Yeah that's a great story and perfectly doable if you're playing 24/7 which is not the case with most people.

My 6 months benchmark is completely true. Go and make a training plan in Evemon for just basic stuff that I mentioned above, you will get a plan OVER 6 months long without even doing any spaceship command training.

The only rubbish thing here is you flapping your mouth without anything to back it up.


Actually I flapped my fingers and it isn't a story but rather my actual experience of the game. I don't know what you've put into your EveMon plan but it isn't the skills I worked out for myself without EveMon.

I also never played 24/7

Out of interest I just added Sabre into my manufacturing alts EveMon.
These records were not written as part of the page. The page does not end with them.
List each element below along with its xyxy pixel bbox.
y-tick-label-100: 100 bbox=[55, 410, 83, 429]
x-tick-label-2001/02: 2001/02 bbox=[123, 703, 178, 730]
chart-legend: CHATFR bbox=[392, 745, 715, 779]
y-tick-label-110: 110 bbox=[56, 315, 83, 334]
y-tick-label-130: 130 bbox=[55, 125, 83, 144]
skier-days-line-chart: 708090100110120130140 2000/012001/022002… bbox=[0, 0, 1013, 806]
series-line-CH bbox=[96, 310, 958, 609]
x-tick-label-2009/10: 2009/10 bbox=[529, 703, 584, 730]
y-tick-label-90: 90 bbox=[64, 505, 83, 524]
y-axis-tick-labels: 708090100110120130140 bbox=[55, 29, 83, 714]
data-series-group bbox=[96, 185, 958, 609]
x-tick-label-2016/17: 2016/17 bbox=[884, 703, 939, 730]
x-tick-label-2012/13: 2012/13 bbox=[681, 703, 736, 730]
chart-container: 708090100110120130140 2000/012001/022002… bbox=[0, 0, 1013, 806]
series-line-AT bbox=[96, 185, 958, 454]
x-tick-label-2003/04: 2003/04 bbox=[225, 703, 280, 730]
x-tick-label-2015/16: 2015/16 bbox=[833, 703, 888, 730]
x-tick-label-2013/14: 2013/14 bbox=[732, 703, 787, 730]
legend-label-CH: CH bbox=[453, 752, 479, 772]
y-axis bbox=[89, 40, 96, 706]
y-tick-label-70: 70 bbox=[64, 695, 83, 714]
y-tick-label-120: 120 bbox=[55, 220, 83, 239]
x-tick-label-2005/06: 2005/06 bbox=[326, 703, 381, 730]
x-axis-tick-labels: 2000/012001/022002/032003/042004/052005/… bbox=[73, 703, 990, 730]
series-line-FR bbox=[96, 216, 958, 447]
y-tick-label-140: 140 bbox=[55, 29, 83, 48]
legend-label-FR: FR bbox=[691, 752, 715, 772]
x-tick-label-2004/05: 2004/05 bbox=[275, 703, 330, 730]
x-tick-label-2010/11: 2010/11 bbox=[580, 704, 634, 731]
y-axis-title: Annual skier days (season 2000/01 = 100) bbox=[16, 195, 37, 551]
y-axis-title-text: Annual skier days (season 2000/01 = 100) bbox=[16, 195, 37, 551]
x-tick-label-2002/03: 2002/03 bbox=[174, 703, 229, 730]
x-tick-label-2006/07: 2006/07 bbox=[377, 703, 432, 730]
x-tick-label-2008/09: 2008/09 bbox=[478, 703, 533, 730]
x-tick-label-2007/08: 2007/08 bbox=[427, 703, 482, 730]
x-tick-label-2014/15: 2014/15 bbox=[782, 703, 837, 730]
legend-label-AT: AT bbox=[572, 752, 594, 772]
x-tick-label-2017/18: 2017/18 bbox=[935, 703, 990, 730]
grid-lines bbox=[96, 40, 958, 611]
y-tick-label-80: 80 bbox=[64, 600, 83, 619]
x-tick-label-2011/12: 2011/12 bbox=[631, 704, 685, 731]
A touch over 27 days to get into the tech II destroyer hull and I know that sabre's are an awesome tackle ship. You didn't state perfect skills so just train every other supporting skill to IV and I'm sure that'll come in way under 6 months.
Corraidhin Farsaidh
Federal Navy Academy
Gallente Federation
#35 - 2015-07-30 16:51:25 UTC
Aerasia wrote:

Corraidhin Farsaidh wrote:
I started just over 2.5 years ago and was running level IV missions alongside a corpie on my 3rd day in my incursus (great fun too).
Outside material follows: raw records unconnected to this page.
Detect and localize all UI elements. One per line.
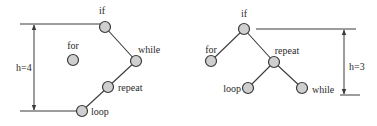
left-node-label-if: if	[99, 5, 106, 16]
left-node-if	[100, 22, 111, 33]
left-node-label-repeat: repeat	[118, 82, 143, 93]
right-node-while	[297, 83, 308, 94]
left-node-repeat	[103, 82, 114, 93]
right-node-repeat	[269, 57, 280, 68]
left-edge-if-while	[105, 27, 136, 61]
left-height-label: h=4	[16, 62, 32, 73]
left-node-label-for: for	[67, 40, 79, 51]
avl-tree-height-diagram: ifforwhilerepeatloop h=4 ifforrepeatloop…	[0, 0, 377, 126]
right-tree-edges	[211, 29, 302, 88]
right-node-if	[239, 24, 250, 35]
right-node-label-if: if	[241, 8, 248, 19]
left-height-measure	[20, 24, 100, 111]
left-node-label-loop: loop	[91, 106, 109, 117]
right-node-loop	[243, 83, 254, 94]
right-node-label-while: while	[312, 84, 335, 95]
right-height-label: h=3	[349, 61, 365, 72]
right-node-label-repeat: repeat	[275, 45, 300, 56]
left-tree-nodes: ifforwhilerepeatloop	[67, 5, 161, 117]
left-node-for	[68, 55, 79, 66]
left-node-loop	[77, 106, 88, 117]
right-tree-nodes: ifforrepeatloopwhile	[205, 8, 335, 95]
left-tree-edges	[82, 27, 136, 111]
left-tree-unbalanced: ifforwhilerepeatloop h=4	[16, 5, 161, 117]
right-node-label-loop: loop	[223, 83, 241, 94]
left-node-while	[131, 56, 142, 67]
right-edge-if-repeat	[244, 29, 274, 62]
right-node-label-for: for	[205, 44, 217, 55]
right-node-for	[206, 56, 217, 67]
left-node-label-while: while	[138, 44, 161, 55]
right-tree-balanced: ifforrepeatloopwhile h=3	[205, 8, 364, 95]
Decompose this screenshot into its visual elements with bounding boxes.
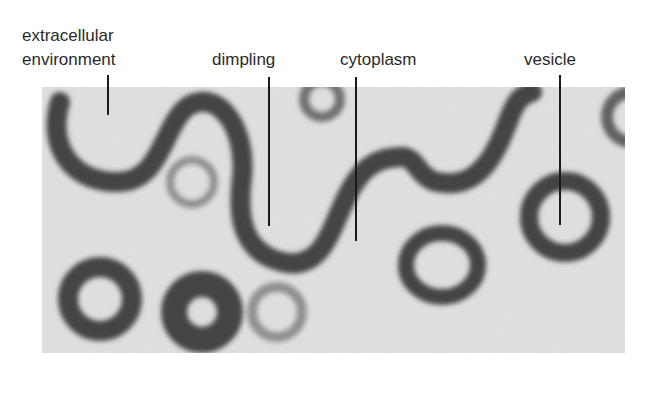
leader-line-vesicle: [559, 75, 561, 225]
label-dimpling: dimpling: [212, 50, 275, 70]
label-extracellular-line1: extracellular: [22, 26, 114, 46]
label-vesicle: vesicle: [524, 50, 576, 70]
electron-micrograph: [42, 87, 625, 353]
label-cytoplasm: cytoplasm: [340, 50, 417, 70]
micrograph-image: [42, 87, 625, 353]
leader-line-cytoplasm: [355, 77, 357, 241]
leader-line-extracellular: [107, 75, 109, 115]
leader-line-dimpling: [268, 77, 270, 226]
label-extracellular-line2: environment: [22, 50, 116, 70]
Let's be fair here. It would be far more accurate to say you tagged along and watched your corpie do L4s, while struggling to salvage the wrecks they couldn't be bothered with.

...


Incorrect, I took out the frigs and destroyers before moving on to cruisers and adding my feeble dps to the BS kills at the end. I did my job in the frigate as I would in a roam to protect the battleship and sped up his isk/hr speed by a non-trivial amount due to him not having to task his sentries onto pesky little things. I also assisted in gathering the loot much more rapidly by zipping around and bringing it in to a central spot.
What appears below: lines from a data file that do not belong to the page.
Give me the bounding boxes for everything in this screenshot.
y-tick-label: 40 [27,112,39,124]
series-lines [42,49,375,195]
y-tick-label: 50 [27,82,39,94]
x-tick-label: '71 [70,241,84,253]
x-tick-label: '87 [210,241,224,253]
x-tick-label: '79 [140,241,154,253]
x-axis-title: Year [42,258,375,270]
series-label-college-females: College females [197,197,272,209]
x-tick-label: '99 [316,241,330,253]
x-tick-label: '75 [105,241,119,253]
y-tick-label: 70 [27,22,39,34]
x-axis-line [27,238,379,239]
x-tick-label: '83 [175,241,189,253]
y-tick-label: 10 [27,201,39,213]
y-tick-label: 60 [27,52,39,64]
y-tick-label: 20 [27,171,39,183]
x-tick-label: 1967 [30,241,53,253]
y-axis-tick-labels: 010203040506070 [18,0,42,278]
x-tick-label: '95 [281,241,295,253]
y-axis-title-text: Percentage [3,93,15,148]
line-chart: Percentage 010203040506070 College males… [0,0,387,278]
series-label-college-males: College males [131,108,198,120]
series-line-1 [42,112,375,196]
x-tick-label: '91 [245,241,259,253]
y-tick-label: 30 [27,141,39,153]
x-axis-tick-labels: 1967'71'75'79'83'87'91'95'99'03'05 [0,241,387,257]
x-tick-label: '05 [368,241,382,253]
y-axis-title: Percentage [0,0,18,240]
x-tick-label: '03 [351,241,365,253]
He was grateful for the assistance and it gave me some nice isk whilst having fun. By discounting what a low SP player can do to help in such situations you are doing them a dis-service and *that* is what would put players off more than anything else.
Aerasia
Republic University
Minmatar Republic
#36 - 2015-07-30 17:44:23 UTC
Corraidhin Farsaidh wrote:
Incorrect, I took out the frigs and destroyers before moving on to cruisers and adding my feeble dps to the BS kills at the end. I did my job in the frigate as I would in a roam to protect the battleship and sped up his isk/hr speed by a non-trivial amount due to him not having to task his sentries onto pesky little things. I also assisted in gathering the loot much more rapidly by zipping around and bringing it in to a central spot.
Sorry, I thought you were doing a ghetto-Noctis impression.

Apparently it was an MTU.
Corraidhin Farsaidh
Federal Navy Academy
Gallente Federation
#37 - 2015-07-30 19:06:37 UTC
Aerasia wrote:
Corraidhin Farsaidh wrote:
Incorrect, I took out the frigs and destroyers before moving on to cruisers and adding my feeble dps to the BS kills at the end. I did my job in the frigate as I would in a roam to protect the battleship and sped up his isk/hr speed by a non-trivial amount due to him not having to task his sentries onto pesky little things. I also assisted in gathering the loot much more rapidly by zipping around and bringing it in to a central spot.
Sorry, I thought you were doing a ghetto-Noctis impression.

Apparently it was an MTU.


Really? Where do you get MTU's that take out frigates, destroyers and cruisers? I need me some of those...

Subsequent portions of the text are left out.